The shoe store. The regional trucking outfit. The accounting firm with 12 employees.
The businesses that actually run the physical economy.
They know AI is coming. They have no idea what to do with it.
Cuban: “You’ve got the head of Microsoft saying software is dead because everything’s going to be customized to your unique utilization.”
Software is dead.
The SaaS era ran on one rule. Build a generic product. Force millions of companies to bend their workflows around it. Charge rent forever.
AI ends the contract.
The business stops bending to the software. The intelligence bends to the business.
But customized by whom.
The third-generation manufacturer cannot tell Claude from Gemini. The county hospital is staring at a reactor asking where the light switch is.
Cuban: “Who’s going to do it for them?”
That question is worth more than the frontier models themselves.
Hundreds of billions are being burned to build the foundation. The smartest engineers alive are locked in a bloodbath over who owns the base layer.
Let them fight.
Let them burn the capital. Let them drive the cost of raw intelligence toward zero.
Because the wealth does not collect where the brain is built.
It collects where the brain meets the business.
Every ambitious kid in college right now thinks survival means a seat at OpenAI or Anthropic.
Cuban is staring at the other 99 percent of the economy.
Learn the models. Then learn the messy, unglamorous reality of how a 50-person company actually operates.
Walk through the door. Understand their problems. Wire the intelligence directly into their revenue.
That is not a job title. That is an entire economic class being born.
You do not need to build the brain. You need to build the nervous system.
The biggest winners of the electricity era were not the engineers who built the generators. They were the ones who walked into dark factories and showed the owners where to plug in.
33 million companies are standing in the dark right now.
Silicon Valley is racing to build the god. The fortunes will belong to whoever teaches him a trade.
Pourquoi le parcours boursier de Space X ne pourra jamais ressembler à celui de Google !

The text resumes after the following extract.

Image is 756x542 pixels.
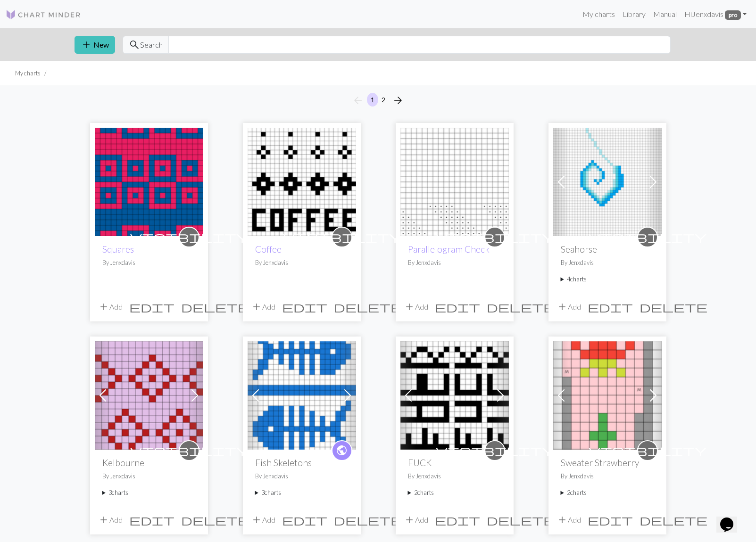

L'IPO de Google avait valorisé l'entreprise à seulement 23 milliards de dollars, à un prix de 85 dollars par action et le titre a depuis lors progressé de 17 000%. Pour que SpaceX reproduise une telle performance depuis son prix d'introduction, sa capitalisation boursière devrait atteindre 300 000 milliards de dollars — un chiffre complètement absurde, même si nous partons tous habiter sur Mars et que Musk fait du business avec les autres habitants de la Voie lactée !! 😂😂
For the simple-minded Musk fans out there planning on buying into SpaceX, believing against all forms of reality that this will make you gobs of money - here is the simplest way to break things down for you.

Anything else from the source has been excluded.